Rising: Becoming the First North American Woman on Everest

For more than three decades, Sharon Wood has been a professional speaker, thanks to one single achievement: in 1986, she became the first North American woman to climb to the top of Mount Everest. While she has had other accomplishments over the years, including being a business owner, an internationally certified alpine guide and the first recipient of the Explorers Club's Tenzing Norgay Award for exceptional mountaineering, she has resisted writing a book about her Everest experience, until now. In Rising: Becoming the First North American Woman on Everest, an older and perhaps wiser Wood uses the mountain as a backdrop for discussing emotional growth and examining the value of relationships--"my relationship with myself, with some remarkable people and with the world around me."

Rising strikes a nice balance between the technical aspects of climbing and the emotional story, giving context and definitions for mountaineering jargon throughout the driving narrative. Wood weaves together her own Everest journey when she was young, focused and driven, with the dramas that can occur in small communities, such as her ex-boyfriend and his new girlfriend showing up during her Everest attempt as competitors on the opposing team. "Climbing Everest reveals the best and the worst of the human condition," Wood writes in the introduction. "The story I have told... conveys the former: a story of exceptional teamwork and the impact it has had on my life." Written lyrically about the harsh natural environment and with unflinching candor about personal growth, Rising illustrates how social connections and support systems--essentially relationships of all kinds--can have lingering effects and shape the path to success. --BrocheAroe Fabian, owner, River Dog Book Co., Beaver Dam, Wis.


For this exercise, copy all the data exactly and include none of the pictures.
________
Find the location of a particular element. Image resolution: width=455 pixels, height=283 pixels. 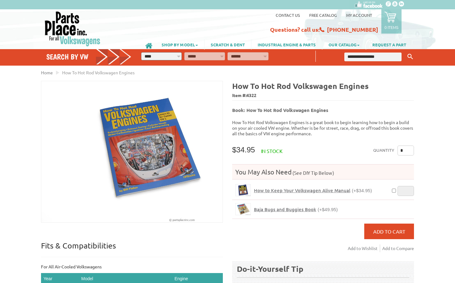

a: How to Keep Your Volkswagen Alive Manual(+$34.95) is located at coordinates (313, 190).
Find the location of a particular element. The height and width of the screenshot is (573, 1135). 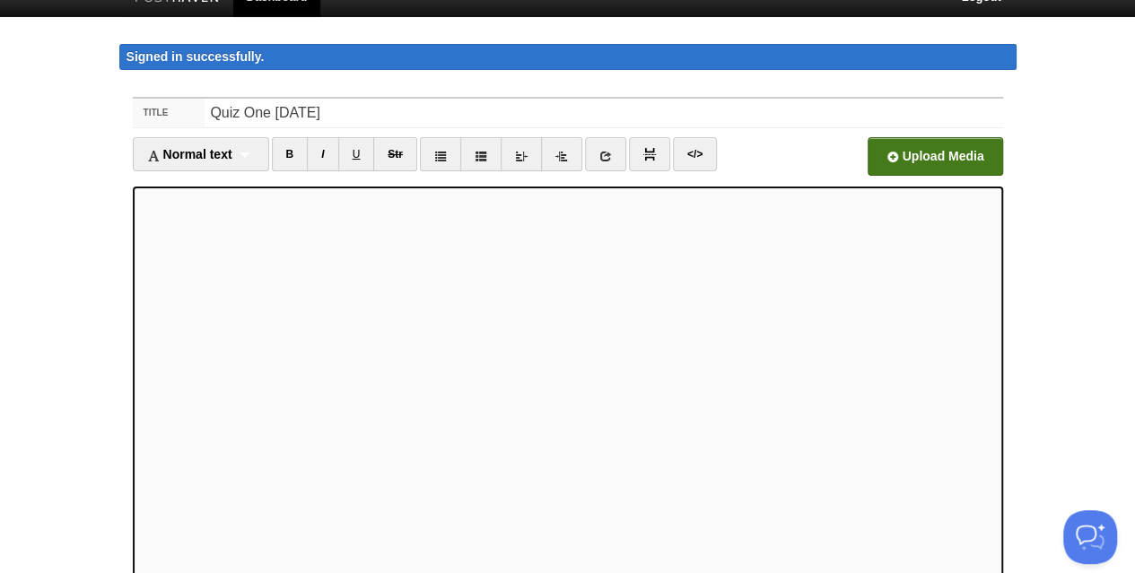

img: pagebreak-icon.png is located at coordinates (649, 154).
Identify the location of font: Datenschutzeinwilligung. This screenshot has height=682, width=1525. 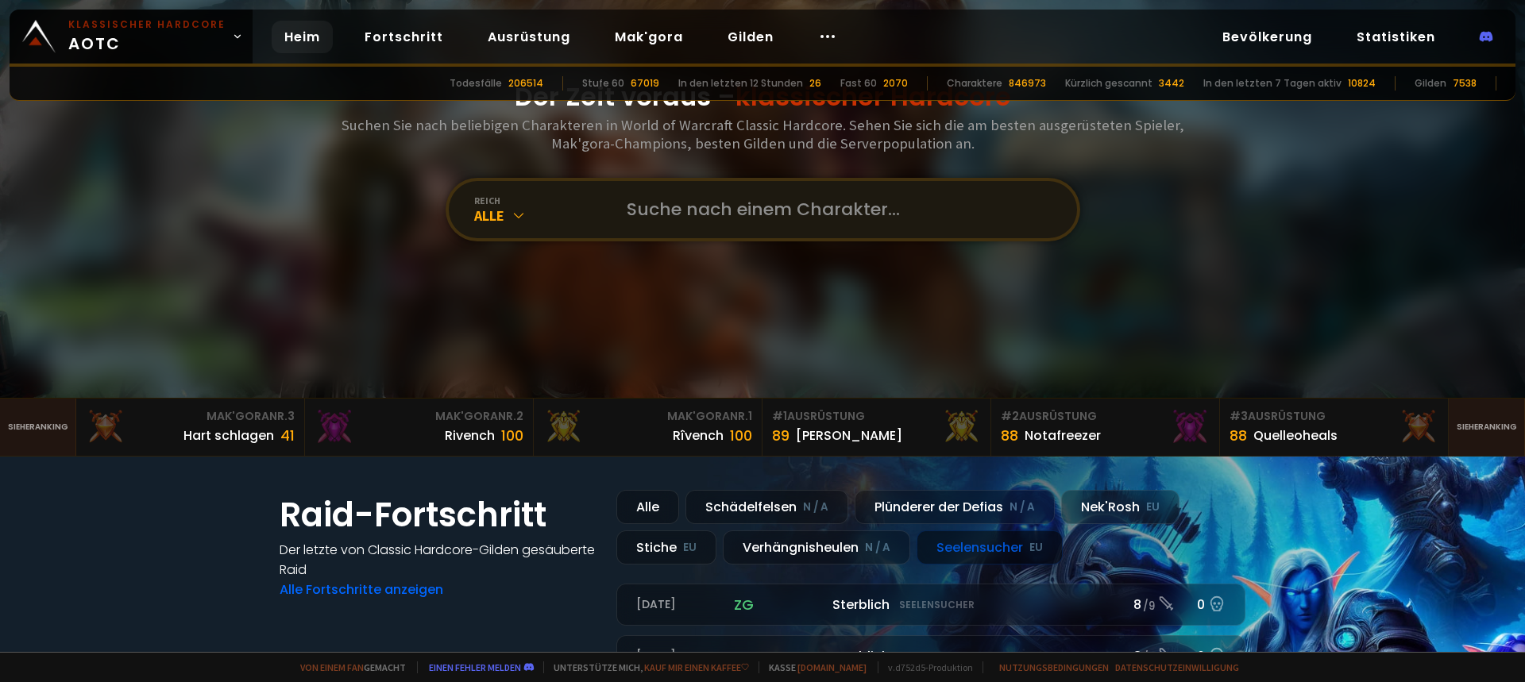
________
SOLUTION TO THIS PROBLEM:
Find the location of a particular element. Image resolution: width=455 pixels, height=283 pixels. 

a: How to Keep Your Volkswagen Alive Manual(+$34.95) is located at coordinates (313, 190).
Find the location of a particular element. The height and width of the screenshot is (573, 1135). 

img: pagebreak-icon.png is located at coordinates (649, 154).
Identify the location of font: Datenschutzeinwilligung. This screenshot has height=682, width=1525. 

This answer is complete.